I've actually always thought C and C++ was cool because it seems much more intuitive to how data actually works in the computer. Other, more 'modern' languages seem to hide so much of the actual data manipulation that it actually seems to make less sense.
That's because you were taught under the previous paradigm, that understanding the foundations gives you a good way to filter out bad patterns.
Nowadays it's low skill programmers from india and people using AI to cargo cult good practices, and so making it dumb for them means more code gets written, which managers like, because they also don't understand code.
I can tell "new" people don't write software the way I write software. That is for sure. The level of caring about how well the software works is low, is my impression. And they dont' know how to test.
AI Cargo Cult is a good term to describe pop-sci-tech-fetishists. I wonder if we can call AI programmers "AI Cargo Cult Code Monkeys"
They hide it because C/C++ give you enough power to actually be dangerous. Modern languages are all stuck in the idiot proofing/ encounter a better idiot cycle.
I don't miss messing with pointers, but the hand holding can definitely go too far.
What's even the point of hand-holding in coding?
I grant you, there might be a language built for non-coders that you might want to do that with, but not with people who's job it is.
The hand holding is because of efficiency and security. Programmers who don't know what they are doing when allocating/freeing memory end up with memory leaks that degrade system performance. Programmers who don't know what they are doing with pointers and references can unintentionally write to restricted addresses and brick the system.
So to avoid these problems, control of garbage collection and direct memory access have been taken from the programmer, and handled under the hood for them. It is all about idiot-proofing.
C++ also results in stuff happening in unknown spots due to the C/CPP run time support needed for it. With C , it is easy to predict when code will run. C++ has things like static initializers whose code runs "I have no idea when".
In general, if you're relying on static initialization to run at a specific time or in a specific order, you've probably done something horribly wrong in your architecture.
That is true.
I just feel like you have less visibility into the asm that's going to come out of the CPP code vs the C code. I guess that's why it's higher level. For the kernel, though, that would be bad for performance and predictability. I think.
"whenever I feel like it"
Oh there is a rulebook somewhere, 1000s of pages long. I saw it in paper. Though that (C++) was not really ever my corner.
C has simplicity.
C++ has object oriented stuff that's worse than other OO programming languages. C succeeds at what it goes out to do. C++ does not. IMO.

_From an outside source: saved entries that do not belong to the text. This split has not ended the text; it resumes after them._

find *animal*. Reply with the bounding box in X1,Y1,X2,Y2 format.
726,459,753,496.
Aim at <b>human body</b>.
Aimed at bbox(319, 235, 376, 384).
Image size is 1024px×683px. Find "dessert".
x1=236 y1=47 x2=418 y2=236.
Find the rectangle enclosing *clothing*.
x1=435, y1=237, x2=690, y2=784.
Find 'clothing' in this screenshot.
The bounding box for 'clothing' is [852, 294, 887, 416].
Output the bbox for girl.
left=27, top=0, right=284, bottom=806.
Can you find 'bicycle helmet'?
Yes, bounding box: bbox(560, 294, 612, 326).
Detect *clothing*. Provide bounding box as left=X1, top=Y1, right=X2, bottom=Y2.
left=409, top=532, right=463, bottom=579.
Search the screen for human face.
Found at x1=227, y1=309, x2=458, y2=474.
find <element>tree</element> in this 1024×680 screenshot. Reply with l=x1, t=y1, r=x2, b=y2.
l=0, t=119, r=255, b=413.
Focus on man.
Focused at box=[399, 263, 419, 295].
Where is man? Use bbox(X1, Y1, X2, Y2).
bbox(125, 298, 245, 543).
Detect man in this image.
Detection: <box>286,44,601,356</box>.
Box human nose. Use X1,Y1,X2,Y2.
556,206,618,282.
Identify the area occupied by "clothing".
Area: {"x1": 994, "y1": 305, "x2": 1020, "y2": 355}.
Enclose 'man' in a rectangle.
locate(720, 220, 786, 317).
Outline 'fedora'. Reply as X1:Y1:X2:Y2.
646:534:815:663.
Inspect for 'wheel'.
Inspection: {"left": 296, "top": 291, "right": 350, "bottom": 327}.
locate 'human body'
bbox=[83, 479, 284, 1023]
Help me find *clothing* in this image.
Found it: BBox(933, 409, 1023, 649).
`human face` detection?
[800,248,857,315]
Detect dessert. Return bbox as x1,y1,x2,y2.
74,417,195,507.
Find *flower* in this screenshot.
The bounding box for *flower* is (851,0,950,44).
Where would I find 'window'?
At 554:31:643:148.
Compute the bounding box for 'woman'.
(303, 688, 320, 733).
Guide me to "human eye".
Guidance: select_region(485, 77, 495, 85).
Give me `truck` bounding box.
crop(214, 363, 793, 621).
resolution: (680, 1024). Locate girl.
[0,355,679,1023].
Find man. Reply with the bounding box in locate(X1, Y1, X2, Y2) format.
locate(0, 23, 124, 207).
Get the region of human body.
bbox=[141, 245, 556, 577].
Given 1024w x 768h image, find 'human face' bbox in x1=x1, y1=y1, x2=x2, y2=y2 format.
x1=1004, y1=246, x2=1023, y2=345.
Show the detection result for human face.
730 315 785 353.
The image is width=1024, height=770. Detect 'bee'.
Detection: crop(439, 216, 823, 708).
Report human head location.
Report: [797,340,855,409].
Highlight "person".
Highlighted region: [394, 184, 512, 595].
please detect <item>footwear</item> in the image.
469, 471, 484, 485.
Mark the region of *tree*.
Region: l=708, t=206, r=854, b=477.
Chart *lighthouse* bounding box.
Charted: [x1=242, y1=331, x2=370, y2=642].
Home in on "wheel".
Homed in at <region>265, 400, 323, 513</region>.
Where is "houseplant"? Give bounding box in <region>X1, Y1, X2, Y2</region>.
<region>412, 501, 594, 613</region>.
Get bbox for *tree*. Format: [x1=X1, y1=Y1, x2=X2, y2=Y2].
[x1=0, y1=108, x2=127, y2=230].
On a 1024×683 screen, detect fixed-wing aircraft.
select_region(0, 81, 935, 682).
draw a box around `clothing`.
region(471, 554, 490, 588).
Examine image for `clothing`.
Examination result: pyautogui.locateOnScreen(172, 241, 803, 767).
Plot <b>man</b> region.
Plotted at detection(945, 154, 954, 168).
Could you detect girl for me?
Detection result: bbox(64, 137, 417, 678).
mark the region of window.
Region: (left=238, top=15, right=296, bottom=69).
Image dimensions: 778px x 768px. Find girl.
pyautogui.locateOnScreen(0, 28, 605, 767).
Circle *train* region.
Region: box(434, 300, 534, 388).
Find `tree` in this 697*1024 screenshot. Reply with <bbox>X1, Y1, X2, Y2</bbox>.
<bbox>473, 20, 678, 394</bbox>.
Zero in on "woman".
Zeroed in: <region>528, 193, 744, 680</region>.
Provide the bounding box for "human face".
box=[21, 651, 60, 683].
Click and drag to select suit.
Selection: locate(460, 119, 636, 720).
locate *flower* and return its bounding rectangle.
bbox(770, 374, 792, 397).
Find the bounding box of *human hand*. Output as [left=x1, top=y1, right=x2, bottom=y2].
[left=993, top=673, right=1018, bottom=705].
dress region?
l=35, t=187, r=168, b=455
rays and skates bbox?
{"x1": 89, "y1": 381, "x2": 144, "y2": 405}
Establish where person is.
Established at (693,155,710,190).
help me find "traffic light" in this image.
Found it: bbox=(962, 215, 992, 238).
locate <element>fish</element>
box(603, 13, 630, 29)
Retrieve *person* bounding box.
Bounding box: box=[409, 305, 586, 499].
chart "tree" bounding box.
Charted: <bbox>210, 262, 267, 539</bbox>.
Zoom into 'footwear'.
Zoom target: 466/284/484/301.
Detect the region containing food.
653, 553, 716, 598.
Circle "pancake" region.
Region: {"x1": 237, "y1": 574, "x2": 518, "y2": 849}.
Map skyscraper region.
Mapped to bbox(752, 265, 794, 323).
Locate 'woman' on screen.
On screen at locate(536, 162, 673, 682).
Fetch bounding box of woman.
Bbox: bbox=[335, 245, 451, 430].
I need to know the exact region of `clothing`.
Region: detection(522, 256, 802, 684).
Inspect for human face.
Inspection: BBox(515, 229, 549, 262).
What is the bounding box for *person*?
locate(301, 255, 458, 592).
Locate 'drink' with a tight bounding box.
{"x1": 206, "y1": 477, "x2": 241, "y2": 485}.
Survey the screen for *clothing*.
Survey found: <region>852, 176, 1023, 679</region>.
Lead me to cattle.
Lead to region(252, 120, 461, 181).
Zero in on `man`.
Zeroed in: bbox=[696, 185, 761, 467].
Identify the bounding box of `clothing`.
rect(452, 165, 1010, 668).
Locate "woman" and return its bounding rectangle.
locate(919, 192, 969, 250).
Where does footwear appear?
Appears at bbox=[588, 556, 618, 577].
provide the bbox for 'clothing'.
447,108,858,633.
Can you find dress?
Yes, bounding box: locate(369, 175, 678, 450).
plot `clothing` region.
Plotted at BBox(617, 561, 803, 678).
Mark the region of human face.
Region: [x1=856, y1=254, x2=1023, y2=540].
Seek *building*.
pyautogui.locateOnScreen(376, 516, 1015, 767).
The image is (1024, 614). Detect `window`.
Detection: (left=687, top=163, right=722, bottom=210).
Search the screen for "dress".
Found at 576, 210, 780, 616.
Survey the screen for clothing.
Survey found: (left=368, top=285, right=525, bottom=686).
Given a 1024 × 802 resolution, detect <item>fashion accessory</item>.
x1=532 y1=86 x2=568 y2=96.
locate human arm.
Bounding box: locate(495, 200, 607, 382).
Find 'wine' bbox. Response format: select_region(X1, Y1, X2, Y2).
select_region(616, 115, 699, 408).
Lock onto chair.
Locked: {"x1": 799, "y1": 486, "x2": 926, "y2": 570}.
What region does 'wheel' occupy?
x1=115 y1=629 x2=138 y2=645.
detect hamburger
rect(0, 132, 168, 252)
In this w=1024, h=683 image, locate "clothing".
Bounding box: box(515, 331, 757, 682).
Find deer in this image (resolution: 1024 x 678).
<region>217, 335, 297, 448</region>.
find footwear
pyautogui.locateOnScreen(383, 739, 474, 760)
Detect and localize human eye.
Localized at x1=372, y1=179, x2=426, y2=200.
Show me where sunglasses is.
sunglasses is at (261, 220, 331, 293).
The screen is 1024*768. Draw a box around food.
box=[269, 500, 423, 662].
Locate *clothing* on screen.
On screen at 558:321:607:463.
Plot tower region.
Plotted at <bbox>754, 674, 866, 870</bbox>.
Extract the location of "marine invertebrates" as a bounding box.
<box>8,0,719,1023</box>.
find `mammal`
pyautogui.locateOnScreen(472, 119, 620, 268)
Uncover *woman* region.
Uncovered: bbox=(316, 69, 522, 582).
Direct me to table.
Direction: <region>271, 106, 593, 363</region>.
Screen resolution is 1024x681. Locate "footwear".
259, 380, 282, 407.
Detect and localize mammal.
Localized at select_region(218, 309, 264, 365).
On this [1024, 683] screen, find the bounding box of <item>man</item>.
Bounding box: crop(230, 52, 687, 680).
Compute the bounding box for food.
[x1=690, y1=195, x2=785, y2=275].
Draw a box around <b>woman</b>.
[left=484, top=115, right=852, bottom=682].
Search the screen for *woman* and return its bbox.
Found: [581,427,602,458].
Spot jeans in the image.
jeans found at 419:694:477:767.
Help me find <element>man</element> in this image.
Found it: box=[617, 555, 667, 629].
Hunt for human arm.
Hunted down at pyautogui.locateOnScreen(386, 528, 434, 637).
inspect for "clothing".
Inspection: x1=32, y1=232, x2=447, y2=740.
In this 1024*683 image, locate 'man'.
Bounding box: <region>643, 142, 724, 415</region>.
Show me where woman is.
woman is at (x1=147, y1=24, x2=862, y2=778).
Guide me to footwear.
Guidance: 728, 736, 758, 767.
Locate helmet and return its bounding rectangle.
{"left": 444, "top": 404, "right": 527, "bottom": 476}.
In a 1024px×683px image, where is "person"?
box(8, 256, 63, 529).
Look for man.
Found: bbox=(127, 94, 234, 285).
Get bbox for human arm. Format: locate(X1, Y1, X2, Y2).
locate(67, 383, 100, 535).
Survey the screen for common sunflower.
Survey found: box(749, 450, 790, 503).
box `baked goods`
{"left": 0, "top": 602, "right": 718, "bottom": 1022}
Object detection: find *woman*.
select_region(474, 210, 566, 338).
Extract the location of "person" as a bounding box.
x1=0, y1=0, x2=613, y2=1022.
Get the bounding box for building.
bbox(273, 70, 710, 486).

The compilers (and linker -- the toolchain) do a lot of work to make C work as a shorthand for assembly. You have to write some assembly, anyways, for something like the Linux kernel, but you avoid a lot of it by taking advantage of properties of C like the calling convention and struct packing. I routinely need compiler extensions to make low level C code work.
C has kind of a dated syntax, but I suspect for low level usage, no other programming language is going to be effectively different. It's just writing the same story using different words.
There's an obsession with crutches for bad programmers. They are so obsessed with worrying about memory safety and such in all these new languages. How about learning and thinking how the computer works instead? Even more so, keep things simple! I hate modern programming because it's a circlejerk of how much more complicated can we do this. I was at one point considering learning Rust just for my own interest sake but I'm not wasting my time on that anymore.
I wish this would return to software design in a broader sense. Too many things these days try to do and be everything. Give me a tool that is very good at one specific thing rather than a toolbox that's a mess and is mediocre at everything.
you don't understand we NEED to make this app a separate operating system to show you a text box.